The problem is, history is pretty clear about the eventual fate of Herod Antipas and it was not death-by-angel-smiting. Instead, he was eventually found guilty of treason by Caligula and, around 39 CE, was stripped of his authority, his money, and exiled to Gaul where he died a few years later. One could make the argument that this fate might be the metaphoric equivalent of “an angel of the Lord struck him down” but then that indulgence just leads us back to questioning whether these inclusions of the “angel of the Lord” into various jailbreaks and auditory visions might not also be allegorical rather than objective in their inclusion into the story. Luke also finishes up the chapter after discussing Herod’s fate by recording that “When Barnabus and Saul had finished their mission, they returned from Jerusalem, taking with them John, also called Mark” [12:25], suggesting again that Herod’s death had already occurred before they left though his death actually occurred some years later and well-outside of the radar of history. The historical accountability of Herod’s removal does give us a framework to state with some certainty that the events described up to this point probably occurred within six years or so of Jesus’s crucifixion.

All but one section of the remaining fifteen chapters of Acts deals with Saul’s missions to recruit believers to the newly-dubbed Christian religion. It is valuable to note that, at this point in Saul’s ministry, his role is, in some ways, subordinate to that of Barnabas. Barnabas, unlike Saul, was from the original Twelve Witnesses and was one of the direct recipients of the tongue of fire via the indwelling of the Holy Spirit and, by older Church protocols, one of the few authorized to oversee the two-fold initiation process of baptism and indwelling of the Holy Spirit. Strangely, though, this formula is evoked with decreasing frequency once the narrative of the ministry leaves Judea.
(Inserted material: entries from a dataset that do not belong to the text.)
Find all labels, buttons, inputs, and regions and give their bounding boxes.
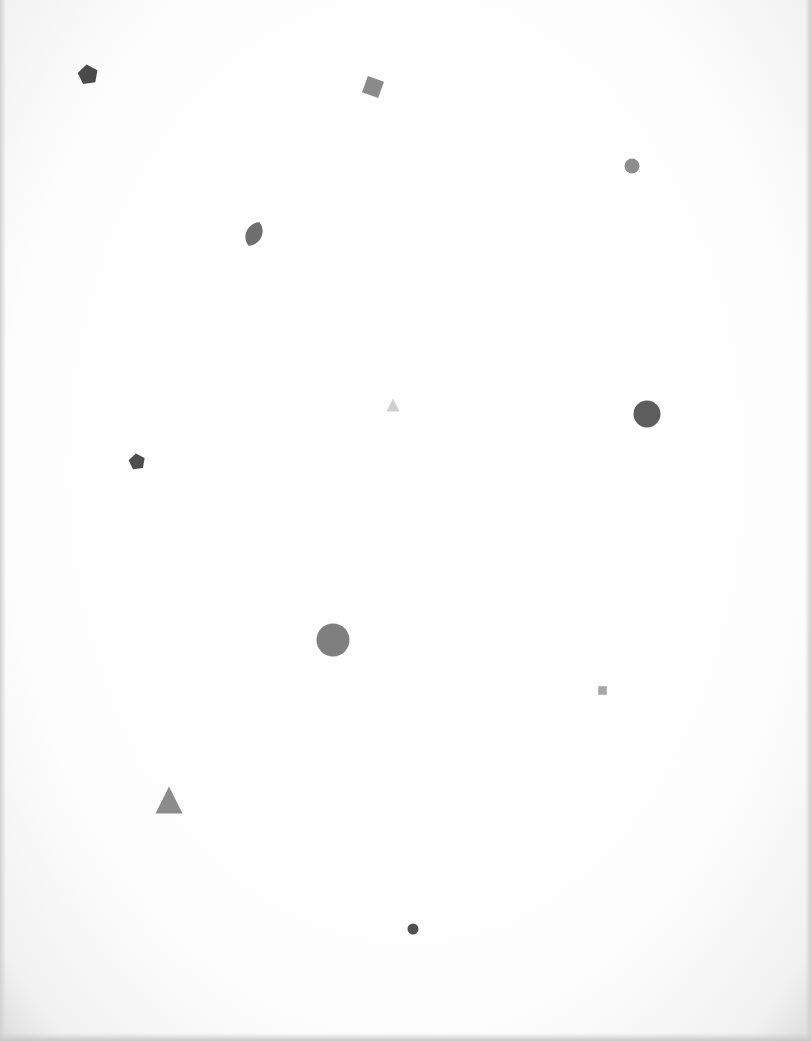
- circle-shape-icon: [633, 400, 661, 428]
- page-edge-left: [0, 0, 6, 1041]
- page-edge-right: [805, 0, 811, 1041]
- square-shape-icon: [362, 76, 384, 98]
- circle-shape-icon: [624, 158, 640, 174]
- pentagon-shape-icon: [128, 452, 146, 470]
- triangle-shape-icon: [386, 398, 400, 412]
- page-edge-bottom: [0, 1033, 811, 1041]
- pentagon-shape-icon: [77, 63, 99, 85]
- leaf-shape-icon: [240, 220, 268, 248]
- scanned-page: [0, 0, 811, 1041]
- triangle-shape-icon: [155, 786, 183, 814]
- square-shape-icon: [597, 685, 608, 696]
- circle-shape-icon: [407, 923, 419, 935]
- circle-shape-icon: [316, 623, 350, 657]
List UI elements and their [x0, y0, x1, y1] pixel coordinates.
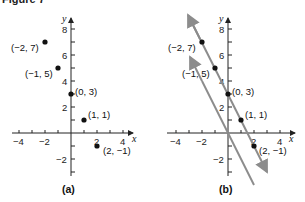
y-tick-label: 8	[62, 24, 67, 35]
data-point	[251, 143, 256, 148]
point-label: (1, 1)	[245, 109, 267, 120]
point-label: (2, −1)	[103, 145, 131, 156]
data-point	[225, 91, 230, 96]
point-label: (1, 1)	[88, 109, 110, 120]
data-point	[81, 117, 86, 122]
data-point	[68, 91, 73, 96]
x-axis-label: x	[131, 133, 137, 144]
x-tick-label: −4	[170, 136, 181, 147]
data-point	[199, 39, 204, 44]
figure-canvas: −4 −2 2 4 x 8 6 4 2 −2 y (−2, 7) (−1, 5)…	[0, 0, 305, 202]
chart-caption: (a)	[62, 183, 75, 195]
y-axis-label: y	[218, 13, 224, 24]
data-point	[55, 65, 60, 70]
y-axis-label: y	[61, 13, 67, 24]
y-tick-label: 6	[62, 50, 67, 61]
data-point	[94, 143, 99, 148]
data-point	[238, 117, 243, 122]
data-point	[212, 65, 217, 70]
point-label: (−1, 5)	[182, 68, 210, 79]
fitted-line-upper	[190, 22, 208, 93]
x-tick-label: −2	[196, 136, 207, 147]
point-label: (−1, 5)	[25, 68, 53, 79]
point-label: (0, 3)	[75, 86, 97, 97]
data-point	[42, 39, 47, 44]
chart-caption: (b)	[219, 183, 232, 195]
x-tick-label: −4	[13, 136, 24, 147]
y-tick-label: 2	[62, 102, 67, 113]
y-tick-label: 2	[219, 102, 224, 113]
chart-a: −4 −2 2 4 x 8 6 4 2 −2 y (−2, 7) (−1, 5)…	[11, 13, 137, 195]
y-tick-label: −2	[56, 154, 67, 165]
point-label: (2, −1)	[259, 145, 287, 156]
y-tick-label: −2	[213, 154, 224, 165]
y-tick-label: 4	[62, 76, 67, 87]
y-ticks	[71, 29, 75, 172]
y-tick-label: 6	[219, 50, 224, 61]
x-tick-label: −2	[39, 136, 50, 147]
line-arrow-top	[188, 15, 200, 39]
point-label: (−2, 7)	[11, 42, 39, 53]
x-axis-label: x	[288, 133, 294, 144]
point-label: (−2, 7)	[168, 42, 196, 53]
chart-b: −4 −2 2 4 x 8 6 4 2 −2 y (−2, 7) (−1, 5)…	[167, 13, 295, 195]
point-label: (0, 3)	[232, 86, 254, 97]
y-tick-label: 8	[219, 24, 224, 35]
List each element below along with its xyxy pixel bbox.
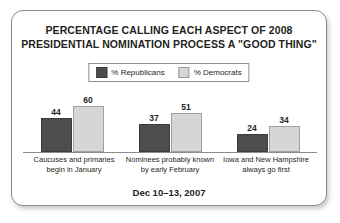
bar-wrap-rep-2: 37 bbox=[139, 95, 170, 152]
bar-dem-2[interactable] bbox=[171, 113, 202, 152]
bar-value-dem-3: 34 bbox=[279, 115, 288, 125]
category-label-1-line-1: Caucuses and primaries bbox=[26, 155, 122, 165]
bar-rep-3[interactable] bbox=[237, 134, 268, 152]
category-labels: Caucuses and primaries begin in January … bbox=[26, 155, 314, 175]
category-label-3-line-2: always go first bbox=[218, 165, 314, 175]
chart-title-line-2: PRESIDENTIAL NOMINATION PROCESS A "GOOD … bbox=[12, 38, 326, 52]
legend-item-democrats[interactable]: % Democrats bbox=[179, 67, 242, 78]
bar-wrap-dem-1: 60 bbox=[73, 95, 104, 152]
democrat-swatch-icon bbox=[179, 67, 190, 78]
chart-card: PERCENTAGE CALLING EACH ASPECT OF 2008 P… bbox=[11, 10, 327, 206]
category-label-1: Caucuses and primaries begin in January bbox=[26, 155, 122, 175]
bar-rep-2[interactable] bbox=[139, 124, 170, 152]
x-axis-line bbox=[23, 152, 317, 153]
bar-groups: 44 60 37 51 24 bbox=[26, 95, 314, 152]
bar-group-1: 44 60 bbox=[26, 95, 118, 152]
bar-wrap-rep-1: 44 bbox=[41, 95, 72, 152]
legend-item-republicans[interactable]: % Republicans bbox=[96, 67, 164, 78]
bar-value-rep-2: 37 bbox=[149, 113, 158, 123]
bar-rep-1[interactable] bbox=[41, 118, 72, 152]
bar-wrap-rep-3: 24 bbox=[237, 95, 268, 152]
republican-swatch-icon bbox=[96, 67, 107, 78]
bar-value-dem-2: 51 bbox=[181, 102, 190, 112]
legend-label-democrats: % Democrats bbox=[194, 68, 242, 77]
bar-dem-1[interactable] bbox=[73, 106, 104, 152]
bar-wrap-dem-3: 34 bbox=[269, 95, 300, 152]
chart-title: PERCENTAGE CALLING EACH ASPECT OF 2008 P… bbox=[12, 24, 326, 51]
bar-group-2: 37 51 bbox=[124, 95, 216, 152]
chart-legend: % Republicans % Democrats bbox=[88, 63, 249, 82]
legend-label-republicans: % Republicans bbox=[111, 68, 164, 77]
category-label-3-line-1: Iowa and New Hampshire bbox=[218, 155, 314, 165]
category-label-3: Iowa and New Hampshire always go first bbox=[218, 155, 314, 175]
category-label-2-line-1: Nominees probably known bbox=[122, 155, 218, 165]
category-label-2: Nominees probably known by early Februar… bbox=[122, 155, 218, 175]
category-label-2-line-2: by early February bbox=[122, 165, 218, 175]
bar-value-rep-1: 44 bbox=[51, 107, 60, 117]
bar-group-3: 24 34 bbox=[222, 95, 314, 152]
bar-dem-3[interactable] bbox=[269, 126, 300, 152]
bar-value-dem-1: 60 bbox=[83, 95, 92, 105]
chart-footer-date: Dec 10–13, 2007 bbox=[12, 187, 326, 198]
bar-wrap-dem-2: 51 bbox=[171, 95, 202, 152]
chart-title-line-1: PERCENTAGE CALLING EACH ASPECT OF 2008 bbox=[12, 24, 326, 38]
category-label-1-line-2: begin in January bbox=[26, 165, 122, 175]
bar-value-rep-3: 24 bbox=[247, 123, 256, 133]
plot-area: 44 60 37 51 24 bbox=[26, 95, 314, 152]
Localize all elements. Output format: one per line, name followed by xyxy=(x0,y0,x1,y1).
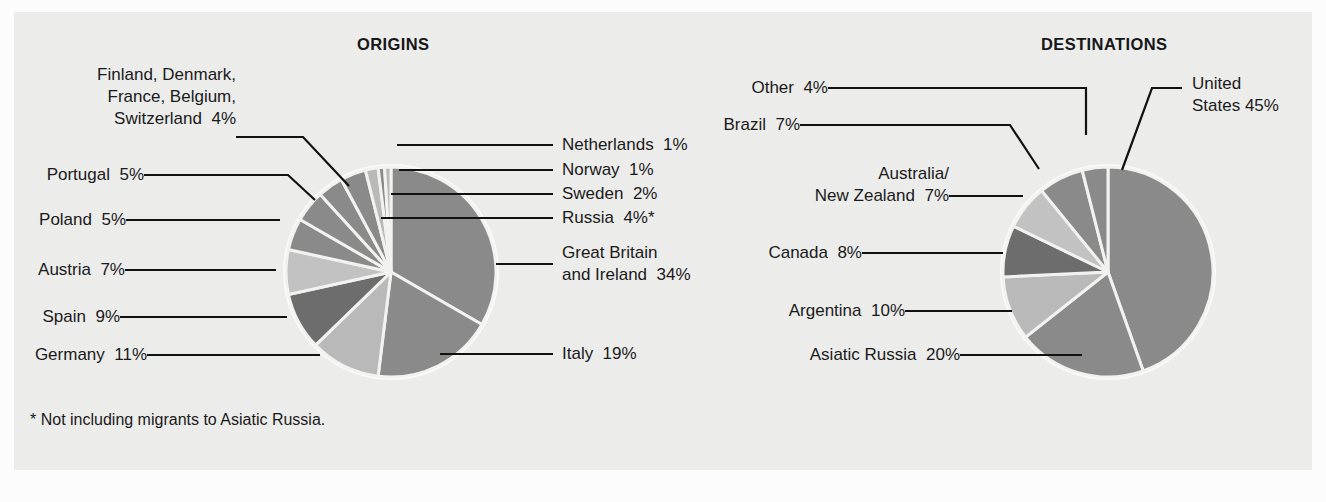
origins-label-nordic-group: Finland, Denmark, France, Belgium, Switz… xyxy=(36,64,236,130)
destinations-label-brazil: Brazil 7% xyxy=(700,114,800,136)
origins-label-portugal: Portugal 5% xyxy=(16,164,144,186)
destinations-label-australia-nz: Australia/ New Zealand 7% xyxy=(700,163,949,207)
origins-label-austria: Austria 7% xyxy=(16,259,125,281)
origins-title: ORIGINS xyxy=(357,35,429,54)
destinations-label-argentina: Argentina 10% xyxy=(700,300,905,322)
destinations-title: DESTINATIONS xyxy=(1041,35,1167,54)
origins-label-germany: Germany 11% xyxy=(16,344,147,366)
origins-footnote: * Not including migrants to Asiatic Russ… xyxy=(30,411,325,429)
origins-label-spain: Spain 9% xyxy=(16,306,120,328)
destinations-label-asiatic-russia: Asiatic Russia 20% xyxy=(700,344,960,366)
origins-label-poland: Poland 5% xyxy=(16,209,126,231)
origins-label-great-britain: Great Britain and Ireland 34% xyxy=(562,242,691,286)
destinations-label-canada: Canada 8% xyxy=(700,242,862,264)
origins-label-sweden: Sweden 2% xyxy=(562,183,657,205)
destinations-label-united-states: United States 45% xyxy=(1192,73,1279,117)
origins-label-netherlands: Netherlands 1% xyxy=(562,134,688,156)
origins-label-russia: Russia 4%* xyxy=(562,207,655,229)
migration-pie-figure: Great Britain and Ireland 34%Italy 19%Ge… xyxy=(0,0,1326,502)
origins-label-italy: Italy 19% xyxy=(562,343,637,365)
destinations-label-other: Other 4% xyxy=(700,77,828,99)
origins-label-norway: Norway 1% xyxy=(562,159,654,181)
The evangelizing duo made their first post-Antioch ministry in Cyprus, the island upon which Barnabas was born, where they had to get past another Jewish sorcerer named Elymas. In the description of this passage, we are treated to the first usage of the name by which Saul of Tarsus would eventually be best known, Paul, and given some insights into the nature of Paul and Barnabas’s partnership.

The proconsul, an intelligent man, sent for Barnabas and Saul because he wanted to hear the word of God. But Elymas the sorcerer (for that is what his name means) opposed them and tried to turn the proconsul from the faith. Then Saul, who was also called Paul, filled with Holy Spirit, looked straight at Elymas and said, “You are a child of the devil and an enemy of everything that is right! You are full of all kinds of deceit and trickery. Will you never stop perverting the right ways of the Lord? Now the hand of the Lord is against you. You are going to be blind, and for a time you will be unable to see the light of the sun.” Immediately mist and darkness came over him, and he groped about, seeking someone to lead him by the hand. When the proconsul saw what had happened, he believed, for he was amazed at the teaching about the Lord. [13:8-12]

Notice that Barnabas is listed first in their partnership but it is Saul who takes things to the next level and directly calls out Elymas. Elymas’s punishment also mirrors Paul’s own experience on the road to Damascus and is one of only a few examples in the New Testament of God causing blindness, rather than healing it.